Milton Jones, Lion Whisperer

Assembly Hall,Mound Place, Venue 35

MILTON JONES is the king of one-liners and absurdity. They just keep coming out of the man so fast that it’s hard to keep up. If you’re too helpless laughing at the last one, you might miss the next one.  Introduced by ‘his grandfather, the warm-up man’ who shuffles onto the stage in long coat, flat cap and shopping trolley, any latecomers arriving get told the same joke; ‘I had a nephew who lived in Leith. He doesn’t trust banks so kept all his money under the mattress. He reckoned that nobody will look for it in the front garden.’

After ‘granddad’ Milton bounds on to the stage in a strikingly loud shirt.
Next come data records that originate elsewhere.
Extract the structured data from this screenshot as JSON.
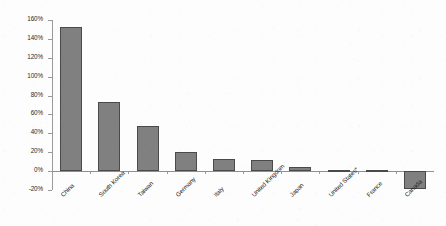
{
  "chart_data": {
    "type": "bar",
    "title": "",
    "subtitle": "",
    "xlabel": "",
    "ylabel": "",
    "categories": [
      "China",
      "South Korea",
      "Taiwan",
      "Germany",
      "Italy",
      "United Kingdom",
      "Japan",
      "United States*",
      "France",
      "Canada"
    ],
    "values": [
      153,
      73,
      48,
      20,
      13,
      12,
      4,
      1.5,
      1,
      -19
    ],
    "value_unit": "percent",
    "ylim": [
      -20,
      160
    ],
    "ytick_values": [
      -20,
      0,
      20,
      40,
      60,
      80,
      100,
      120,
      140,
      160
    ],
    "ytick_labels": [
      "-20%",
      "0%",
      "20%",
      "40%",
      "60%",
      "80%",
      "100%",
      "120%",
      "140%",
      "160%"
    ],
    "grid": false,
    "legend": null,
    "legend_position": "none",
    "bar_color": "#808080",
    "bar_border_color": "#4a4a4a",
    "axis_color": "#9a9a9a",
    "background_color": "#fdfdfd",
    "text_color": "#1f1f1f",
    "annotations": []
  }
}
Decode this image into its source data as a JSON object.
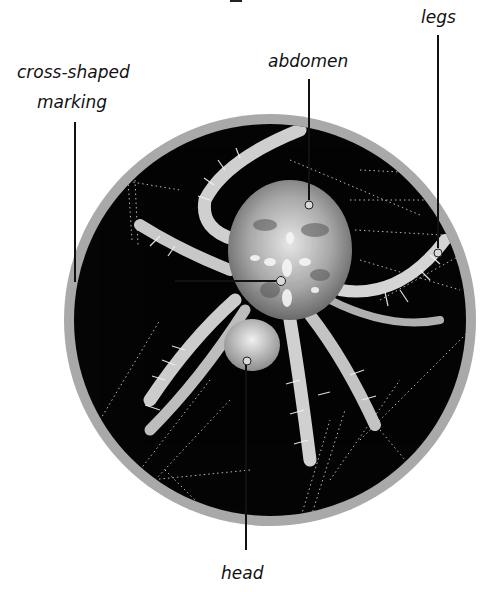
{
  "diagram": {
    "labels": {
      "cross_marking_line1": "cross-shaped",
      "cross_marking_line2": "marking",
      "abdomen": "abdomen",
      "legs": "legs",
      "head": "head"
    },
    "colors": {
      "ring": "#a9a9a9",
      "photo_background": "#050505",
      "leader_line": "#111111",
      "label_text": "#111111"
    }
  }
}
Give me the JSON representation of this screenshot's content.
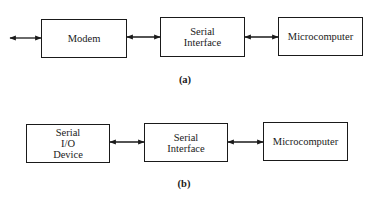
{
  "diagram_a": {
    "caption": "(a)",
    "blocks": [
      {
        "id": "modem",
        "label": "Modem"
      },
      {
        "id": "serial-interface",
        "label": "Serial\nInterface"
      },
      {
        "id": "microcomputer",
        "label": "Microcomputer"
      }
    ],
    "connections": [
      {
        "from": "external",
        "to": "modem",
        "type": "bidirectional"
      },
      {
        "from": "modem",
        "to": "serial-interface",
        "type": "bidirectional"
      },
      {
        "from": "serial-interface",
        "to": "microcomputer",
        "type": "bidirectional"
      }
    ]
  },
  "diagram_b": {
    "caption": "(b)",
    "blocks": [
      {
        "id": "serial-io-device",
        "label": "Serial\nI/O\nDevice"
      },
      {
        "id": "serial-interface",
        "label": "Serial\nInterface"
      },
      {
        "id": "microcomputer",
        "label": "Microcomputer"
      }
    ],
    "connections": [
      {
        "from": "serial-io-device",
        "to": "serial-interface",
        "type": "bidirectional"
      },
      {
        "from": "serial-interface",
        "to": "microcomputer",
        "type": "bidirectional"
      }
    ]
  },
  "colors": {
    "line": "#1a1a1a",
    "background": "#ffffff"
  }
}
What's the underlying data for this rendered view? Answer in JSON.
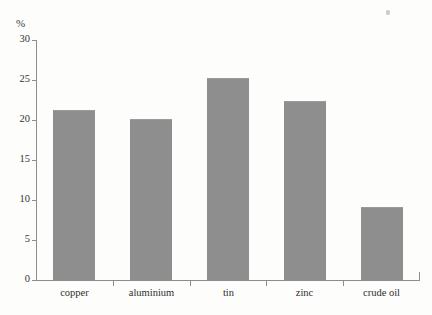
{
  "chart_data": {
    "type": "bar",
    "title": "",
    "subtitle": "",
    "xlabel": "",
    "ylabel": "%",
    "unit_label": "%",
    "categories": [
      "copper",
      "aluminium",
      "tin",
      "zinc",
      "crude oil"
    ],
    "values": [
      21.2,
      20.1,
      25.3,
      22.4,
      9.1
    ],
    "series": [
      {
        "name": "",
        "values": [
          21.2,
          20.1,
          25.3,
          22.4,
          9.1
        ]
      }
    ],
    "ylim": [
      0,
      30
    ],
    "xlim": [
      0,
      5
    ],
    "y_ticks": [
      0,
      5,
      10,
      15,
      20,
      25,
      30
    ],
    "y_tick_labels": [
      "0",
      "5",
      "10",
      "15",
      "20",
      "25",
      "30"
    ],
    "grid": false,
    "legend": false,
    "legend_position": "none",
    "bar_color": "#8e8e8e",
    "axis_color": "#8d8d8d",
    "background_color": "#fdfdfc",
    "text_color": "#2e2e2e",
    "annotations": []
  }
}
He keeps up a steady stream of one-liners, enlivened with a few props from the shopping trolley and one of those large jotter pads on an easel you see at earnest meetings and seminars.

Some of his lines falls into a pattern, so the audience can anticipate what’s coming and still enjoy it; ‘Not all horses are Trojan horses… I know that now… That was a messy afternoon’; later, ‘Not all pigs are piggy banks…’ and ‘Not all ducks are toilet ducks…’  It’s wonderful surreal stuff. Milton Jones is just the tonic you need after a stressful day.